HT: LC
Feeling blue about the Kavanaugh confirmation? Me, too. But let’s not join the goofs who keep saying that this is some sort of unprecedented act of naked partisanship. Let’s not listen to writers like this who call Justice Kavanaugh “patient zero” spreading “virulent political fevers” to a once-staid SCOTUS. We don’t have to dip far into SCOTUS history—we don’t even have to mention the words “Warren” or “Watergate”—to notice that Kavanaugh’s brand of bare-knuckled political judgeship has a long and ugly backstory.

The cars were different, but the anger was the same…
As I found over and over again in the research for my book about twentieth-century conservatism, SCOTUS debates have never been polite or gentlemanly. Just ask Earl Warren, a perennial punching bag for the Birchers and their conservative friends.
Chief Justice Warren might have been the most prominent, but he was far from the only lightning-rod of controversy in recent SCOTUS history. Fewer people these days might remember the trials and tribulations of Justice William O. “Wild Bill” Douglas.
Were the attacks on Justice Douglas temperate? Polite? Bi-partisan?
Consider the following: On the floor of the US House of Representatives, for example, future President Gerald Ford initiated impeachment proceedings against Justice Douglas on April 15, 1970. According to the New York Times, Representative Ford accused Douglas of writing “hard-core pornography,” of pushing “hippie-yippie style revolution.” Douglas, Ford charged, was connected to organized crime and deserved to be kicked to the curb due to Douglas’s connections “with some of the most unsavory and notorious elements in American society.”

Porn, gangsters, and hippie-yippies…
Not polite. Not bi-partisan. And, like more famous elements of the Nixon era, not at all disinterested. The New York Times speculated that the real reason for the impeachment proceedings against Justice Douglas was payback for Congressional rejections of other Nixon judicial appointees.
So I, for one, will continue to be bummed by the rancor and contumely expressed during the Kavanaugh hearings. I continue to feel dismayed by Mitch McConnell’s naked power-grab in the non-confirmation of Merrick Garland. I am outraged by the thought of a stolen SCOTUS majority and I will work to elect anti-Trump, anti-Kavanaugh representatives and senators.
But I can’t pretend that this sort of ugliness has not been part and parcel of SCOTUS politics for a long time.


Directions for this task = Determine how many lines in these records hold "Bond". Only the number is wanted.

>>>>

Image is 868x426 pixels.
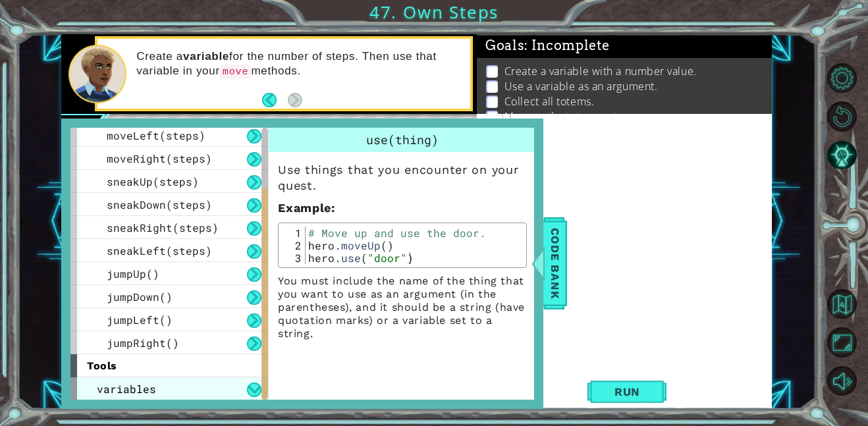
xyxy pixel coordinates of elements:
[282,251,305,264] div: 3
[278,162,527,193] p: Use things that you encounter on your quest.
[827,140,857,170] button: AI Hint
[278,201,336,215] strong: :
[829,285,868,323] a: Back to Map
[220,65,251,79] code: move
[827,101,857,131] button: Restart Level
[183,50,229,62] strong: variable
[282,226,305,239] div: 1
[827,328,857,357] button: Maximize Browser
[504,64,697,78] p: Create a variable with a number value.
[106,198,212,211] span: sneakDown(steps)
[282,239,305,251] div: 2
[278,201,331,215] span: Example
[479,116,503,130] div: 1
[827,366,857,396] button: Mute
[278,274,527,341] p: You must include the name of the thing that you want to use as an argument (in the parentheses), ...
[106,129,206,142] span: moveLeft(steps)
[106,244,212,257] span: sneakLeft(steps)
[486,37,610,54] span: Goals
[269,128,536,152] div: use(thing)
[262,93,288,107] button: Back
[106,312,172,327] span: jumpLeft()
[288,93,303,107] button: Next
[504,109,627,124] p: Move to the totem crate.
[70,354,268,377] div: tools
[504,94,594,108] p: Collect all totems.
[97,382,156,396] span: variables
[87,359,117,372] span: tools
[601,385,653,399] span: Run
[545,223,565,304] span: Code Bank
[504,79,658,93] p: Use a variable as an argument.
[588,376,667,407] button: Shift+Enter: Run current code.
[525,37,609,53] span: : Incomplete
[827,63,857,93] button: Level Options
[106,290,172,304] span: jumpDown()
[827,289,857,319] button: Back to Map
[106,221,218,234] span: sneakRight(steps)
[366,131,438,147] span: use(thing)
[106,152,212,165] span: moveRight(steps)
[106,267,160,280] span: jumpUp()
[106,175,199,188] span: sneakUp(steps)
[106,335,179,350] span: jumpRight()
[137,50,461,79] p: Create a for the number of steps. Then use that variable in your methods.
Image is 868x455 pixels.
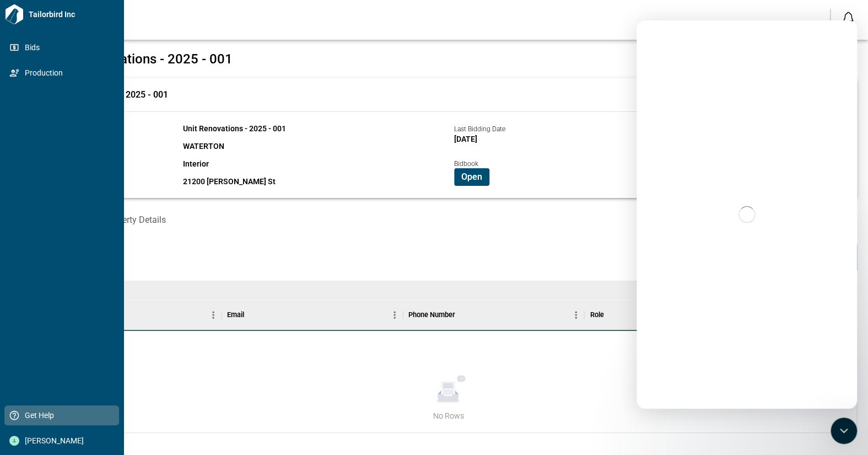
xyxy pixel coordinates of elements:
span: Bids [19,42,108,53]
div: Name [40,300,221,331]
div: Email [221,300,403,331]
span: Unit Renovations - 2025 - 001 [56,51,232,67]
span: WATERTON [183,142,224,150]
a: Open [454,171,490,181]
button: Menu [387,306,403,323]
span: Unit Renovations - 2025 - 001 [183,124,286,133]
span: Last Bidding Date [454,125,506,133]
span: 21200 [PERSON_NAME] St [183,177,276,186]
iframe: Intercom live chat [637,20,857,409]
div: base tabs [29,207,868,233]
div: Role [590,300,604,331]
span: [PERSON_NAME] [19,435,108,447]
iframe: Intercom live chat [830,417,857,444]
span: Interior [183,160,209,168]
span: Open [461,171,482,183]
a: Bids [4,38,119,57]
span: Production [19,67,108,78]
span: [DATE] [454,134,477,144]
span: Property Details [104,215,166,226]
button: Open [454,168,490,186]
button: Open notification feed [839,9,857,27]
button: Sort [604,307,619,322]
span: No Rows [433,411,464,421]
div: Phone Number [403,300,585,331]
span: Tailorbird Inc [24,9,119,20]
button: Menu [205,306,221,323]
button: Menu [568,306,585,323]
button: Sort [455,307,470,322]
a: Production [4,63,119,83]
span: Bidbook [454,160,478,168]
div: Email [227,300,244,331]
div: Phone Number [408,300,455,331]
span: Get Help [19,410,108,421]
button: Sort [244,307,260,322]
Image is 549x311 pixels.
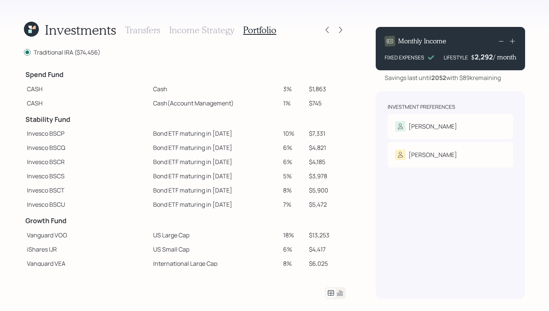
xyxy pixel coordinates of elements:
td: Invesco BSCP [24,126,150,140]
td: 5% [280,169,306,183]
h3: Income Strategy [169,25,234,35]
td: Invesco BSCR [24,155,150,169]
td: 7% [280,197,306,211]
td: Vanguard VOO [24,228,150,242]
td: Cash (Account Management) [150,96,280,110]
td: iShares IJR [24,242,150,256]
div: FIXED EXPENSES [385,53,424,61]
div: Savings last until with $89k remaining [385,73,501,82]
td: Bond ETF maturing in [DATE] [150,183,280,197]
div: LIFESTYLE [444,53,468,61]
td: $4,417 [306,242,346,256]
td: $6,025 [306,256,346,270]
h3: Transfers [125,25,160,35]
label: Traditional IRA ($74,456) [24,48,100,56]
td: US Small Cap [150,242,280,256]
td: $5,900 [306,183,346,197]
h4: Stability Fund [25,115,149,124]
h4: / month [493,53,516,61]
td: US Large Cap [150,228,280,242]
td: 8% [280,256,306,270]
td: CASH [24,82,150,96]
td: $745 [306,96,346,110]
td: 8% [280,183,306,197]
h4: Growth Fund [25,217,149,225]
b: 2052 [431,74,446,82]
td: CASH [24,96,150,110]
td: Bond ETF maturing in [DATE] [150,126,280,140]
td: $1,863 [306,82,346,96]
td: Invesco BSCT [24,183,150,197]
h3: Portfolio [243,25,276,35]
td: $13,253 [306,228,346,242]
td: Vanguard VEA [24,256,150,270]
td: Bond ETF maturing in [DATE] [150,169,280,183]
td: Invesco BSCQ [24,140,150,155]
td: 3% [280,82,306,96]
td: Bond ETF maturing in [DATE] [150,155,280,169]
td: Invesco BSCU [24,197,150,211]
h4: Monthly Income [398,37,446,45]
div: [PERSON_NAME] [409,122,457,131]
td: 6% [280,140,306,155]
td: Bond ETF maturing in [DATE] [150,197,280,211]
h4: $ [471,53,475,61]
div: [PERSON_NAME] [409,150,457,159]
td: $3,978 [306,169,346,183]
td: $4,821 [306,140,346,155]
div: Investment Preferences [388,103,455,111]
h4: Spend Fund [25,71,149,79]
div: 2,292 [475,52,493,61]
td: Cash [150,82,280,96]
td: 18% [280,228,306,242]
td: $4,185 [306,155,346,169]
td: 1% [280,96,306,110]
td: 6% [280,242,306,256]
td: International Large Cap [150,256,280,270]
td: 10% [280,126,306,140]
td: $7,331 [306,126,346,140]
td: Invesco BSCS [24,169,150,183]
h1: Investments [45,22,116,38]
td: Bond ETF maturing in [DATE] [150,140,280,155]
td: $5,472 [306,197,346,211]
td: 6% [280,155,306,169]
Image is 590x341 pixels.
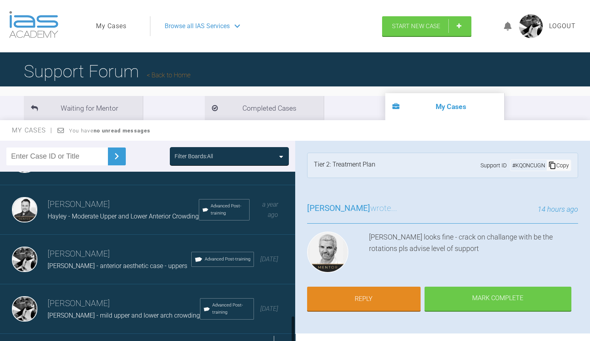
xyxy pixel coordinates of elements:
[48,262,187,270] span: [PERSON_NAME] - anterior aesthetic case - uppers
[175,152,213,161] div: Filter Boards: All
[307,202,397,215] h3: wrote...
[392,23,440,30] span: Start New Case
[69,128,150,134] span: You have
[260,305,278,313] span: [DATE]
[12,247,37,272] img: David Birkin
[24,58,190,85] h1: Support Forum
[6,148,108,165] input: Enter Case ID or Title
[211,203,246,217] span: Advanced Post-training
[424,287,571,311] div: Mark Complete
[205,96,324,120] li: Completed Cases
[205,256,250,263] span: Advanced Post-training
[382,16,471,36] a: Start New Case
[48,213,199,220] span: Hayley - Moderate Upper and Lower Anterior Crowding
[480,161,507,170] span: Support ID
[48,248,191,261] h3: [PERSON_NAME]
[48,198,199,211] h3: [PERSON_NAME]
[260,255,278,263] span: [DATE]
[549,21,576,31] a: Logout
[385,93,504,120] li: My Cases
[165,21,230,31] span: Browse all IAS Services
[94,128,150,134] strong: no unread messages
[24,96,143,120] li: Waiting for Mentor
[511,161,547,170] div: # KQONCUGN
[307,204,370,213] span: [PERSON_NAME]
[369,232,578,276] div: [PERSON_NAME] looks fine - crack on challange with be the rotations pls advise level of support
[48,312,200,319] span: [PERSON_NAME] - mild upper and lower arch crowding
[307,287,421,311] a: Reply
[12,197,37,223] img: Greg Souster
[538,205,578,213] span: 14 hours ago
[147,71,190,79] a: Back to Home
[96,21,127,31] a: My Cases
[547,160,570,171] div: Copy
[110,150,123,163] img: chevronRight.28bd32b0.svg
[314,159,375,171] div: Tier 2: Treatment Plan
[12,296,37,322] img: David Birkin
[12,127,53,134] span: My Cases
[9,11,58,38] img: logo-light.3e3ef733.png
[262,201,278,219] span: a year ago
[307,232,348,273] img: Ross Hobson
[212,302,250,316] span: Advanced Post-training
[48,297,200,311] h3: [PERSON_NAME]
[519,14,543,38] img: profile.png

<<<<

Result of the exercise = 6